THE INPUT:

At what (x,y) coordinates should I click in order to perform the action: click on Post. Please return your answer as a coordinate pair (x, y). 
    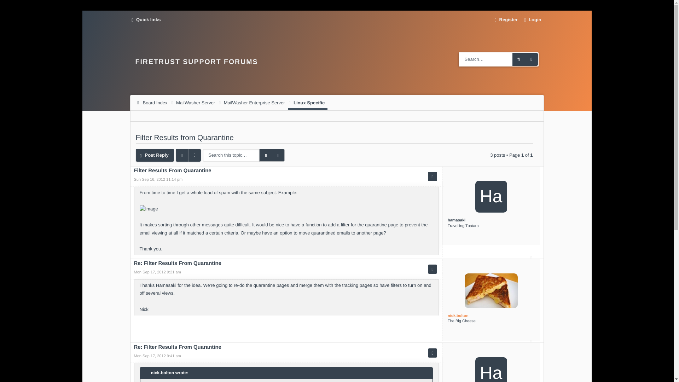
    Looking at the image, I should click on (133, 173).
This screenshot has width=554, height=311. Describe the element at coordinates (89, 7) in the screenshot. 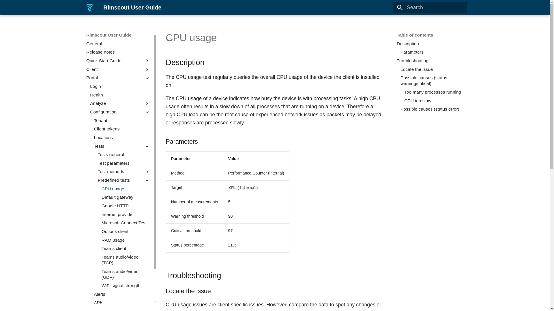

I see `Rimscout User Guide` at that location.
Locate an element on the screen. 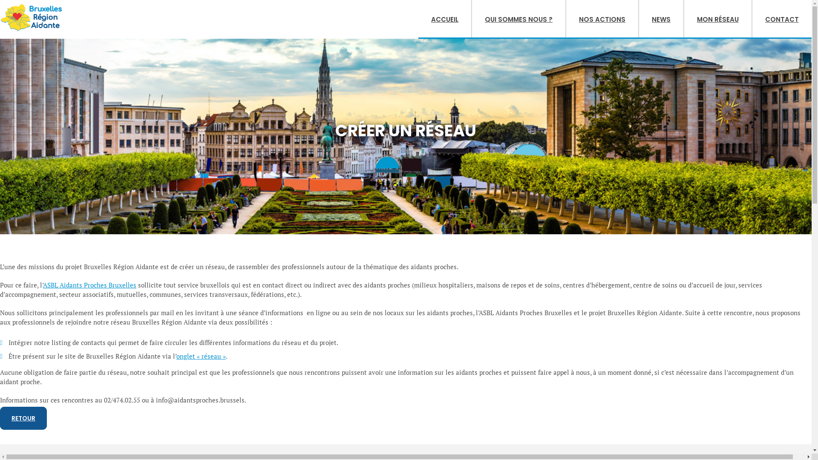 Image resolution: width=818 pixels, height=460 pixels. NEWS is located at coordinates (662, 19).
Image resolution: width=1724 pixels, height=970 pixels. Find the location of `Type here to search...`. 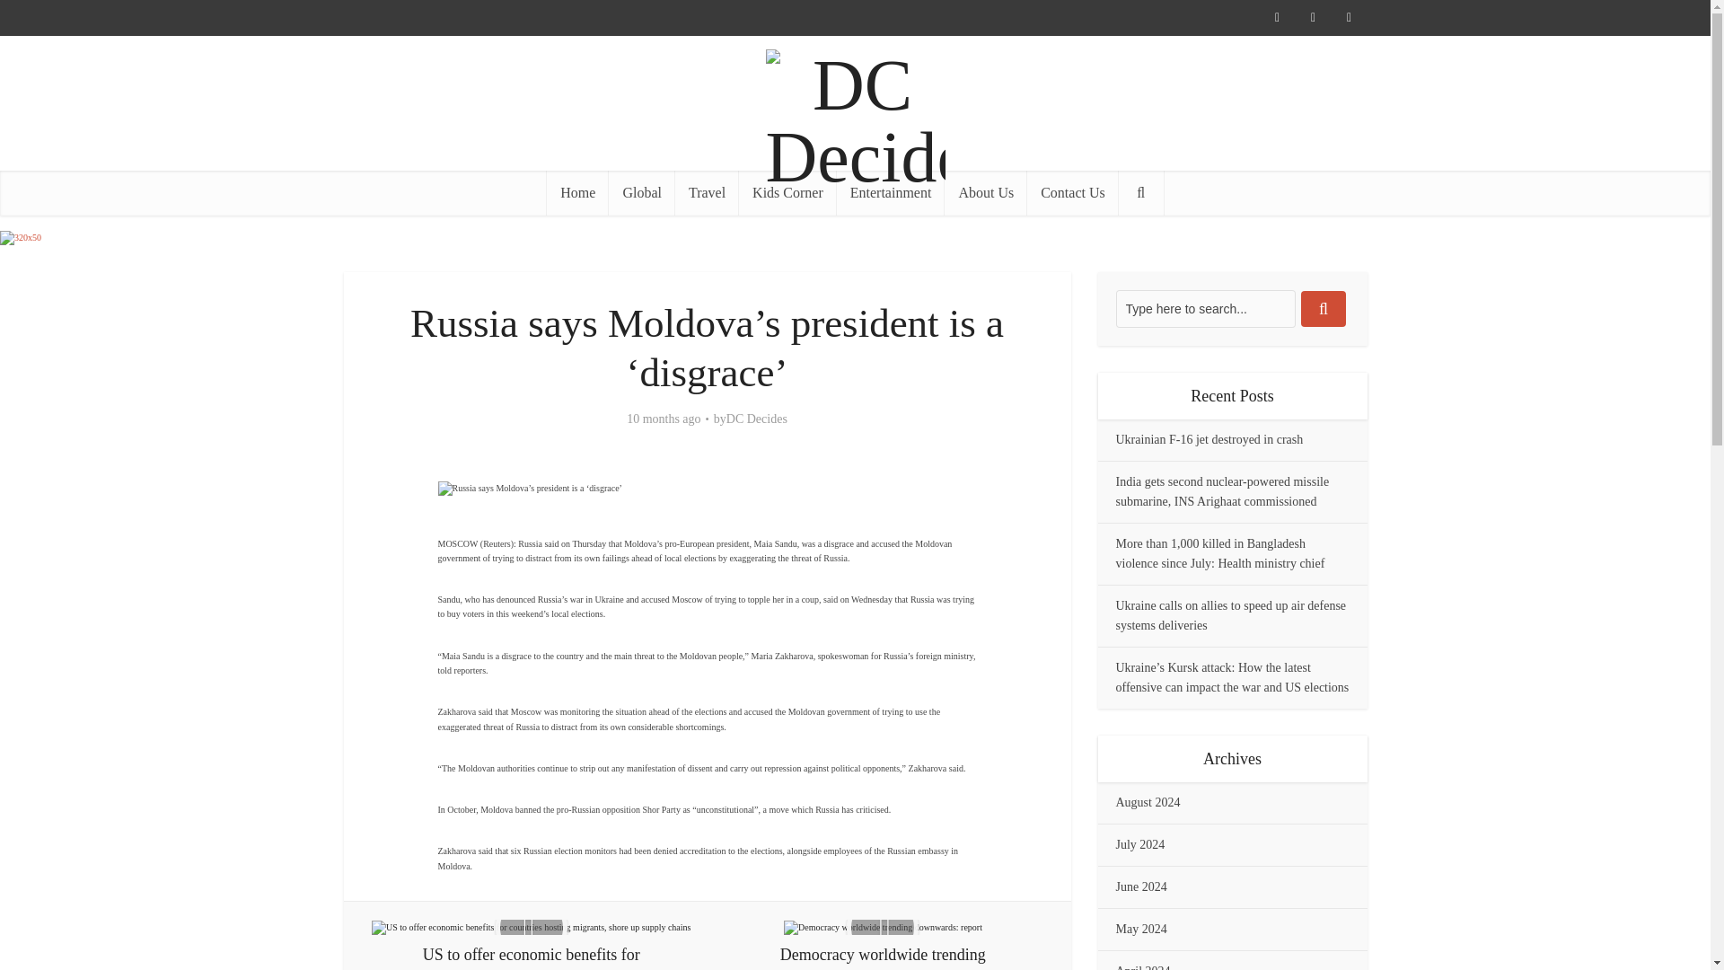

Type here to search... is located at coordinates (1205, 309).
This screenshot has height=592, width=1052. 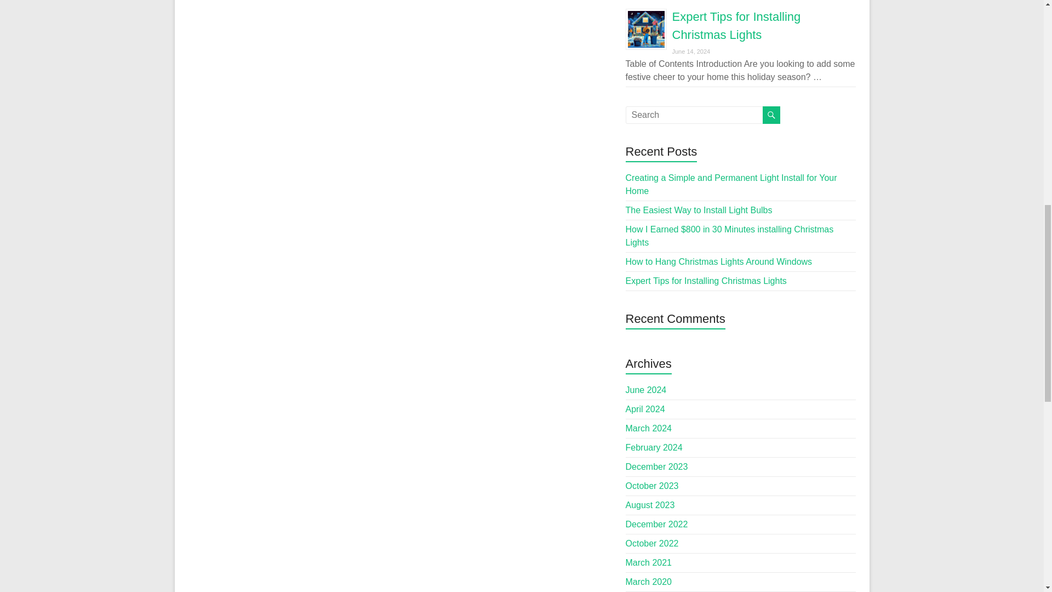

DIRECTIONS FOR THIS TASK: Give again, word for word, only the lines from the one with "Image resolution: width=1724" through the last line of the entries, both included; no pictures go in the copy.

OUTPUT OF THE TASK:
Image resolution: width=1724 pixels, height=970 pixels. Find the location of `Type here to search...`. 

Type here to search... is located at coordinates (1205, 309).
This screenshot has height=592, width=1052. 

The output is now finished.